One of the dubious glories of the EB-5 (immigrant investor) program is the wide variety of ways in which it can be misused, and the resulting wide variety of victims.
This week's EB-5 mess involves several to-be-expected factors:
- 60 investors (all Chinese);
- An inept (at best) developer; and
- A tourist complex in a sunny place (Florida).
But it also includes a new wrinkle, an American bank as a victim. In many other cases, notably the various projects in Vermont, the banks have been portrayed as co-conspirators, and have lost a lot of money as a result.
The EB-5 program gives a family-sized bunch of green cards to alien investors who put $500,000 into a Department of Homeland Security approved — but not guaranteed — project that, supposedly, will produce 10 American jobs. Most of these projects are urban real estate ventures.
Most of the EB-5 money is used as, in effect, loans or mezzanine financing; the EB-5 money is often lent at laughably low rates, such as 1 percent a year, and the developers, both straight and crooked, love the program for that reason.
Back to the specifics:
The hotel is the Las Olas Ocean Resort ("the waves" in Spanish) on the beach in Fort Lauderdale, now under construction.
The bank is the nation's seventh largest, The Bancorp, Inc., headquartered in Minneapolis. It foreclosed in January on a $50 million loan it had made for the hotel's construction, according to Law360 (partially behind a paywall) and various Florida publications, saying that $36,940,000 was still owed.
The developer, 550 Seabreeze Developer LLC promptly filed for Chapter 11 bankruptcy, slowing the foreclosure proceedings. The construction was well behind schedule.
Of the 60 EB-5 investors, 31 of them have asked to intervene in the proceedings, partially on the grounds that the EB-5 element in the whole matter was ignored in some of the court papers.
The builder, Straticon, threatened to walk off the job if its bills were not paid by 550 Seabreeze; it also filed a $5 million lien against the project. Straticon's actions may well have set the foreclosure into motion.
Meanwhile, the regional center — the middleman entities that usually play a major role in most EB-5 scandals — is barely mentioned in the various filings. It is the Miami-based Florida Overseas Investment Center. A reviewer of EB-5 programs nationwide, EB-5 Investments, which gives regional centers marks for transparency, found this one to be "non transparent" — never a good sign.
Another bad sign was the cost of the project. One business journal said that it was supposed to be a $50 million project, yet $30 million was raised from the investors, and there was a $50 million loan. Hmm.
Meanwhile, and we cannot have a report on EB-5 without discussing lawyers, the investors' attorney, Jeff Schneider of Levine Kellogg Lehman Schneider & Grossman (a Miami firm), pointed out that:
[T]he rights and interests that the EB-5 investors seek to protect by this limited intervention are real and substantial ... the investors' EB-5 status is imperiled by the requested relief of foreclosure sought by the bank in this case and could be imperiled if a receiver were to be appointed who was unfamiliar with the complicated EB-5 issues.
My translation of the above is that the bank, which did not mention the interests of the EB-5 investors in its filings, may be willing to throw the alien investors under the bus in order to get more money out of the settlement. The investors want a trustee that knows the EB-5 program, and there certainly is one available in Florida, Michael Goldberg, the Floridian who is doing what appears to be a stunning job as the Vermont EB-5 case trustee.
This is at least so far a civil case and, unusually, one in which the Securities and Exchange Commission does not play its routinely useful role as the cop on the beat. What is not unusual is the lackluster job of the Department of Homeland Security, which runs the EB-5 program generally, and which has allowed this particular mess to develop in Florida.
Further, the editors and the reporter for Law360, have summarized the problem very well. The headline (this is the editor's work product) says:
Fla. Hotel Project Struggles Highlight EB-5 Risks
and the reporter, Nathan Hale, writes that this is:
[A]nother vivid illustration of the federal initiative's risks.
Hopefully Congress and the administration will pay attention to those wise words.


Your instructions → Gather each line of the entries below that includes "learning".

----------

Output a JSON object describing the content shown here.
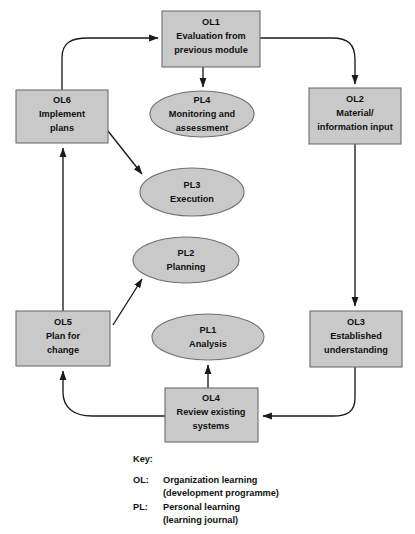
{
  "diagram": {
    "colors": {
      "node_fill": "#c9c9c9",
      "node_stroke": "#6e6e6e",
      "connector": "#1a1a1a",
      "text": "#111111",
      "background": "#ffffff"
    },
    "nodes": [
      {
        "id": "OL1",
        "shape": "rectangle",
        "code": "OL1",
        "line1": "Evaluation from",
        "line2": "previous module",
        "x": 162,
        "y": 11,
        "w": 98,
        "h": 56
      },
      {
        "id": "OL2",
        "shape": "rectangle",
        "code": "OL2",
        "line1": "Material/",
        "line2": "information input",
        "x": 309,
        "y": 88,
        "w": 92,
        "h": 56
      },
      {
        "id": "OL3",
        "shape": "rectangle",
        "code": "OL3",
        "line1": "Established",
        "line2": "understanding",
        "x": 310,
        "y": 311,
        "w": 92,
        "h": 56
      },
      {
        "id": "OL4",
        "shape": "rectangle",
        "code": "OL4",
        "line1": "Review existing",
        "line2": "systems",
        "x": 165,
        "y": 388,
        "w": 93,
        "h": 54
      },
      {
        "id": "OL5",
        "shape": "rectangle",
        "code": "OL5",
        "line1": "Plan for",
        "line2": "change",
        "x": 16,
        "y": 311,
        "w": 94,
        "h": 55
      },
      {
        "id": "OL6",
        "shape": "rectangle",
        "code": "OL6",
        "line1": "Implement",
        "line2": "plans",
        "x": 16,
        "y": 90,
        "w": 92,
        "h": 53
      },
      {
        "id": "PL4",
        "shape": "ellipse",
        "code": "PL4",
        "line1": "Monitoring and",
        "line2": "assessment",
        "cx": 202,
        "cy": 114,
        "rx": 52,
        "ry": 23
      },
      {
        "id": "PL3",
        "shape": "ellipse",
        "code": "PL3",
        "line1": "Execution",
        "line2": "",
        "cx": 192,
        "cy": 192,
        "rx": 52,
        "ry": 24
      },
      {
        "id": "PL2",
        "shape": "ellipse",
        "code": "PL2",
        "line1": "Planning",
        "line2": "",
        "cx": 186,
        "cy": 260,
        "rx": 53,
        "ry": 23
      },
      {
        "id": "PL1",
        "shape": "ellipse",
        "code": "PL1",
        "line1": "Analysis",
        "line2": "",
        "cx": 208,
        "cy": 337,
        "rx": 56,
        "ry": 23
      }
    ],
    "connectors": [
      {
        "id": "ol6-to-ol1",
        "from": "OL6",
        "to": "OL1",
        "style": "curved"
      },
      {
        "id": "ol1-to-ol2",
        "from": "OL1",
        "to": "OL2",
        "style": "curved"
      },
      {
        "id": "ol1-to-pl4",
        "from": "OL1",
        "to": "PL4",
        "style": "straight"
      },
      {
        "id": "ol2-to-ol3",
        "from": "OL2",
        "to": "OL3",
        "style": "straight"
      },
      {
        "id": "ol3-to-ol4",
        "from": "OL3",
        "to": "OL4",
        "style": "curved"
      },
      {
        "id": "ol4-to-pl1",
        "from": "OL4",
        "to": "PL1",
        "style": "straight"
      },
      {
        "id": "ol4-to-ol5",
        "from": "OL4",
        "to": "OL5",
        "style": "curved"
      },
      {
        "id": "ol5-to-ol6",
        "from": "OL5",
        "to": "OL6",
        "style": "straight"
      },
      {
        "id": "ol5-to-pl2",
        "from": "OL5",
        "to": "PL2",
        "style": "diagonal"
      },
      {
        "id": "ol6-to-pl3",
        "from": "OL6",
        "to": "PL3",
        "style": "diagonal"
      }
    ]
  },
  "key": {
    "heading": "Key:",
    "entries": [
      {
        "tag": "OL:",
        "line1": "Organization learning",
        "line2": "(development programme)"
      },
      {
        "tag": "PL:",
        "line1": "Personal learning",
        "line2": "(learning journal)"
      }
    ]
  }
}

----------

Answer →
        "line1": "Organization learning",
        "line1": "Personal learning",
        "line2": "(learning journal)"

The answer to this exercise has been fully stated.